Given records →

= = =

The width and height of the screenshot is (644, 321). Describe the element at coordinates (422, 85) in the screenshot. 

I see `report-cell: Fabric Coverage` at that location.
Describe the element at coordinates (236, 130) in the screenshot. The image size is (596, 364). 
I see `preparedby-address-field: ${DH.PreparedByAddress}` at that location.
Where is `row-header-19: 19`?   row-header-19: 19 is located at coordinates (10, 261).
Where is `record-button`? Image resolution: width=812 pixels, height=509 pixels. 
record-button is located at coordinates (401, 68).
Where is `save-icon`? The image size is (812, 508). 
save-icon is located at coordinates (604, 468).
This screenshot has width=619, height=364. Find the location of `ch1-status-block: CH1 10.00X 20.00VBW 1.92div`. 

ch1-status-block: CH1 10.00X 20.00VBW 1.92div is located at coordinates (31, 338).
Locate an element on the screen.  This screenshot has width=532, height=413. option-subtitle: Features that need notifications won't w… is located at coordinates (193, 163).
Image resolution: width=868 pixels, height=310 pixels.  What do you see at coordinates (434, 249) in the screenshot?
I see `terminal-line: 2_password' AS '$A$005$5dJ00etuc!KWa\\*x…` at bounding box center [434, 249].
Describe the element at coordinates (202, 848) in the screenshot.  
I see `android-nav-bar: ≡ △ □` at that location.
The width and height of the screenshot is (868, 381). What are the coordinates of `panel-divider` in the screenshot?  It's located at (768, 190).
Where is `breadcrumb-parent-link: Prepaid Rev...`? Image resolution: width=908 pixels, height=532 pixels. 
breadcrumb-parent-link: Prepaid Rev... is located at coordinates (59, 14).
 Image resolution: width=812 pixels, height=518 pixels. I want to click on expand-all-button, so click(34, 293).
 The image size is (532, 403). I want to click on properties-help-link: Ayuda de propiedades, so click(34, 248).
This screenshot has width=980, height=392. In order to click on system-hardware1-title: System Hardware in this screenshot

= = =

Assignment → Transcription of the listing must be exact and complete.

Task output →
The width and height of the screenshot is (644, 321). Describe the element at coordinates (422, 85) in the screenshot. 

I see `report-cell: Fabric Coverage` at that location.
Describe the element at coordinates (236, 130) in the screenshot. The image size is (596, 364). 
I see `preparedby-address-field: ${DH.PreparedByAddress}` at that location.
Where is `row-header-19: 19`?   row-header-19: 19 is located at coordinates (10, 261).
Where is `record-button`? Image resolution: width=812 pixels, height=509 pixels. 
record-button is located at coordinates (401, 68).
Where is `save-icon`? The image size is (812, 508). 
save-icon is located at coordinates (604, 468).
This screenshot has width=619, height=364. Find the location of `ch1-status-block: CH1 10.00X 20.00VBW 1.92div`. 

ch1-status-block: CH1 10.00X 20.00VBW 1.92div is located at coordinates (31, 338).
Locate an element on the screen.  This screenshot has width=532, height=413. option-subtitle: Features that need notifications won't w… is located at coordinates (193, 163).
Image resolution: width=868 pixels, height=310 pixels.  What do you see at coordinates (434, 249) in the screenshot?
I see `terminal-line: 2_password' AS '$A$005$5dJ00etuc!KWa\\*x…` at bounding box center [434, 249].
Describe the element at coordinates (202, 848) in the screenshot.  
I see `android-nav-bar: ≡ △ □` at that location.
The width and height of the screenshot is (868, 381). What are the coordinates of `panel-divider` in the screenshot?  It's located at (768, 190).
Where is `breadcrumb-parent-link: Prepaid Rev...`? Image resolution: width=908 pixels, height=532 pixels. 
breadcrumb-parent-link: Prepaid Rev... is located at coordinates (59, 14).
 Image resolution: width=812 pixels, height=518 pixels. I want to click on expand-all-button, so click(34, 293).
 The image size is (532, 403). I want to click on properties-help-link: Ayuda de propiedades, so click(34, 248).
This screenshot has width=980, height=392. In order to click on system-hardware1-title: System Hardware in this screenshot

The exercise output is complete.